I have been designing a object outlining method for my home-grown game engine. I thought the stencil buffer would do it , but I have having problems with the results. I have been trying to make outlines that are always visible through all surfaces and do not join together. The method I designed is like many I have seen on the web , where you render to the stencil buffer writing 1's in buffer , then scale the object up and only render a outline colour to where the stencil is 0. That approach does not work on anything but a edge case. Maybe a cube with no other objects in the world. I need to select multiple overlapping objects at the same time with differing depths etc. ( real world example. )
I designed a way to do this , and it goes like this.
1. ) I render all the non-outlined stuff first.
2. ) Then I cycle through a linked list of Objects to draw with an outline , and then draw them scaled up in the outline colour Instead of writing a 1 , I use the GL_INCR ( increment ). Here is a picture of what that looks like with three scaled up squares that form intersections. It's a little hard to see , but where they intersect is a sum of all the increments. ( The three's ).
11111111111111111111111111111
11111111111111111111111111111
11111111111111111111111111111
111111111122222222222222211111111111111
111111111122222222222222211111111111111
111111111122222222222222211111111111111
111111111122223333333333322222222111111
111111111122223333333333322222222111111
111111111122223333333333322222222111111
111111111122223333333333222222222111111
111111111122223333333333322222222111111
111111111122223333333333322222222111111
111111111122223333333333222222222111111
111111111111112222222222222222222111111
1111111111111111111
1111111111111111111
1111111111111111111
1111111111111111111
1111111111111111111
1111111111111111111
Then I cycle again through the same objects , but with normal scale , and I subtract 1 ( GL_DECR ) instead , and what should result is this…
11111111111111111111111111111
10000000000000000000000000001
10000000000000000000000000001
111111111121111111111111100000000000001
100000000010000000000000100000000000001
100000000010000000000000100000000000001
100000000010001111111111211111111000001
100000000010001000000000100000001000001
100000000010001000000000100000001000001
100000000010001000000000100000001000001
100000000010001000000000100000001000001
100000000011112111111111211111111111111
100000000000001000000000100000001
111111111111112111111111211111112
1000000000000000001
1000000000000000001
1000000000000000001
1000000000000000001
1000000000000000001
1111111111111111111
where all the outlines remain as non zero , I then want to use this mask to render the stencil outline to the screen with glStencilFunc( GL_GREATER , 0 , 0xFF ) ; Unfortunately , what actually happens , is that the renderer , OpenGL in my case , increments the bits , not only once , but for every fragment of the the same pixel location from objects behind it , other front facing polygons , etc. I have not been able to get around this behaviour , and am wondering if anyone knows how to stop all the other fragments from incrementing the same pixel location. If someone knows , then this is a far superior outlining algo than anything I have seen on the web.
Sorry about the second pic , I messed up typing in the 1 2 and 3's. Its a little different but should be good enuf to understand what is really going on there.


EXERCISE AIM –
For each record below, set it down exactly but leave out any picture.

##### RECORDS TO PROCESS #####

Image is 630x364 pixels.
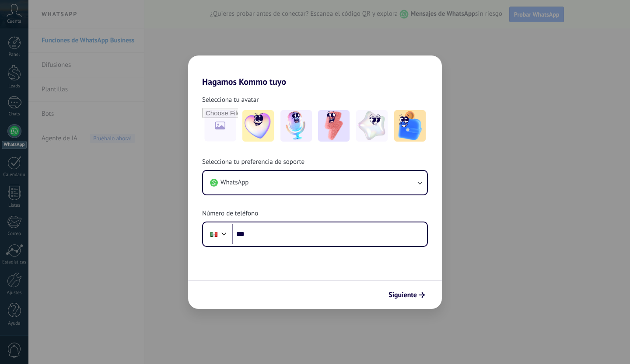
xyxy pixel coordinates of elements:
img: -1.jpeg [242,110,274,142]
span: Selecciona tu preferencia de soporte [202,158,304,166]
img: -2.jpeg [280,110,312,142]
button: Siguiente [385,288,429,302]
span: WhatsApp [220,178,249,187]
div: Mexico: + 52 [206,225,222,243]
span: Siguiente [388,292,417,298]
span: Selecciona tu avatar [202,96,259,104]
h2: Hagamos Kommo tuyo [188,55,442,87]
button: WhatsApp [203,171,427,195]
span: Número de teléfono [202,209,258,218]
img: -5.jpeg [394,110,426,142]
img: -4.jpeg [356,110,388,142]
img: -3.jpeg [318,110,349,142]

#####

REPLY –
Image is 630x364 pixels.
xyxy pixel coordinates of elements:
img: -1.jpeg [242,110,274,142]
span: Selecciona tu preferencia de soporte [202,158,304,166]
img: -2.jpeg [280,110,312,142]
button: Siguiente [385,288,429,302]
span: WhatsApp [220,178,249,187]
div: Mexico: + 52 [206,225,222,243]
span: Siguiente [388,292,417,298]
span: Selecciona tu avatar [202,96,259,104]
h2: Hagamos Kommo tuyo [188,55,442,87]
button: WhatsApp [203,171,427,195]
span: Número de teléfono [202,209,258,218]
img: -5.jpeg [394,110,426,142]
img: -4.jpeg [356,110,388,142]
img: -3.jpeg [318,110,349,142]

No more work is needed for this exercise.